Don’t Allow Your Email Marketing Layout View Dictate the View for Your Audience

ID-100210314Often times trainers, consultants, or professional coaches use their own email or mobile inbox to test their email. While this can be a good first impression, it should not be the final word on layout decisions. Because email platforms, mobile inboxes, and personal settings greatly influence how an email marketing message is viewed, a more diverse testing method should be used.

The first line of testing an email is a test or preview option in your email marketing platform to review your layouts. This will provide a direct browser rendering of your email layout and is best served to check for potential glitches or anomalies. Many offer a scaling tool to see how the email will display for different screen sizes. However, it’s rarely fool proof as it ignores image disabling and advanced functions that some email or mobile platforms won’t support.

So that there are no false expectations, it’s impossible to test your layout for every possible scenario. Even sophisticated paid testing platforms don’t guarantee compatibility across the board. But that doesn’t mean that you can’t test on common platforms, systems and settings.

This is an important point because personal experience often drives inadvisable decisions. We got a simple example of this from a client reviewing an email layout. The client feedback said, “Remove the gray box at the top, it’s just taking up space. Put our header in instead.” The gray box in question was the result of the client’s email system disabling images. After explaining that the image was disabled and viewing the email with images enabled the client told us, “Definitely keep the header as it’s the graphical identifier for who we are.”

This is a simple example but one that could be expanded on. Suppose the client loved the graphics and made an email full of them. Every recipient with blocked images would see a blank email until images were enabled. What if the graphic didn’t scale to smaller screens? Mobile users would see a zoomed in version of the header without the benefit of seeing where the content began further down the page.

Don’t let your personal viewing experience dictate unilateral changes. Set up a layout and test it in a few different ways to ensure that a wide range of your audience will get a useful view.

Image courtesy of  Feelart / FreeDigitalPhotos.net

Test Your Conversion Mechanism – Every Time, All the Time

The pre-dominant reason that trainers, consultants, and professional coaches run marketing campaigns is to generate leads or sales. While larger firms might include branding and market exposure as a goal, it’s not the primary focus. For this reason, digital marketing should always drive to a call-to-action. If someone completes that call-to-action, they are counted as a conversion, otherwise known as a lead or a sale. It’s imperative that your conversion mechanism work properly, otherwise all the effort invested in marketing will fail to meet the primary goal.

For clarity, here is a list of common digital marketing conversions:

  • Completion of a web form for a specific offer or to be contacted.
  • An email or phone call replying to a marketing message.
  • A social media like/follow/subscribe (though these are soft leads requiring additional effort to be an actionable lead or sale).

The primary mechanism for concern is web forms. We were recently a victim of assuming a web form mechanism would function but not verifying the functionality which caused inefficiency in conversion.

Our client initiated a migration to a new web platform. The platform’s documentation outlined a process where credit card information could be submitted securely and stored on the local server. There was not a payment processor set up for our client but they did not want to delay launch to incorporate it into their site. Not using a built in payment processor caused an extra step of manually running the credit card but the client was comfortable with that, at least in the short term, as it was a necessary step with their former web platform.

Unfortunately when registration arrived, the payment information was scrubbed from the responses. We initiated an inquiry with the platform developer who instructed us that the data was being stripped because we didn’t have a payment processor set up. Despite the user manuals stating that the data would still be captured and the support team re-iterating that a form processor was not required, we were left calling registrants to get payment information.

The form “worked” and the admin panel did not raise any alerts about a payment processor being required. But the failure to fully test the conversion left a gap in our process. Fortunately the gap was identified early and work arounds were devised.

Always test your conversion mechanism. Even if it’s a process that has worked before, test the actual implementation. This example was a systematic failure but sometimes an isolated user error will cause the problem. Once your conversion mechanism is completed run a test, every time. This ensures that it performs in the way you expect and allows you to reap the benefits of your marketing efforts.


In the records below, find the lines that include the string "Image" and report how many there are, nothing else.
### Given data
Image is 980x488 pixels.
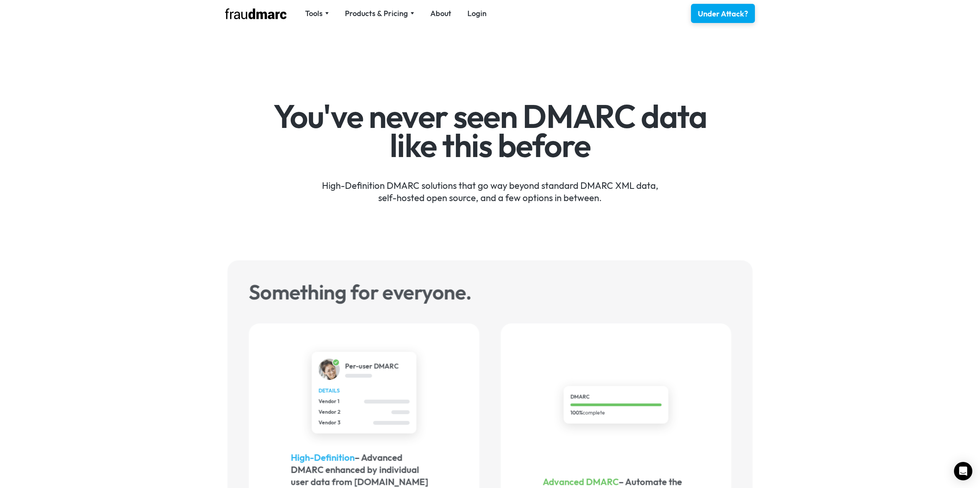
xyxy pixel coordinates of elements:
######
### Given data
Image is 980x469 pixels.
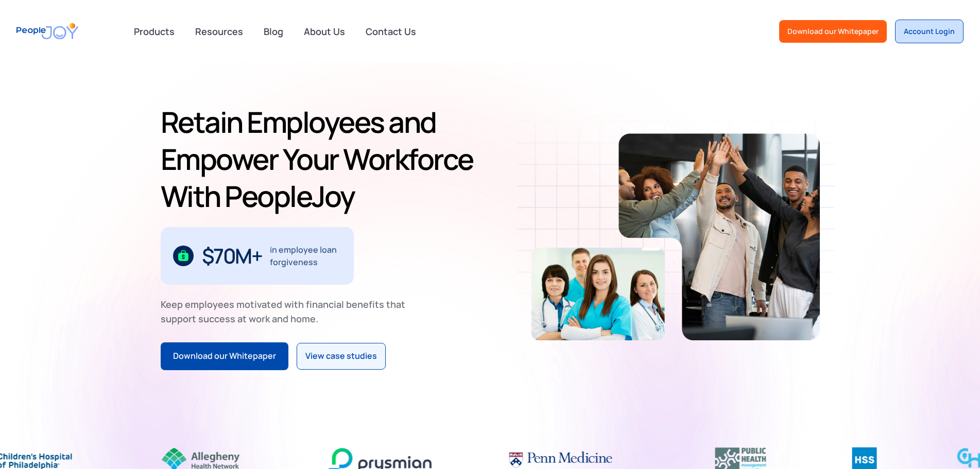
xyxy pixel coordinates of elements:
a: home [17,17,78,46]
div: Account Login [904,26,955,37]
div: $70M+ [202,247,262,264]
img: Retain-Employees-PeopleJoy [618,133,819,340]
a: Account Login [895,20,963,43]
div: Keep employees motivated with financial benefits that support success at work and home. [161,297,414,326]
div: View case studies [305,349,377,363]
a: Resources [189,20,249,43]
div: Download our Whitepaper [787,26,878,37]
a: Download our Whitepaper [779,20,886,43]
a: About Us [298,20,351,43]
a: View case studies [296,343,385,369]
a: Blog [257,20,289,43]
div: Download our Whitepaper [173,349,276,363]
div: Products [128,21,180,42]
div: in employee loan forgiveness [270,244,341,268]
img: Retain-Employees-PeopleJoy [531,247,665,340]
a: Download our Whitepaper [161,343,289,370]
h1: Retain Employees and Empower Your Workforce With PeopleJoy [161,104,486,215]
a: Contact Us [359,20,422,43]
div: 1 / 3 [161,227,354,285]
######
__The completed task__:
2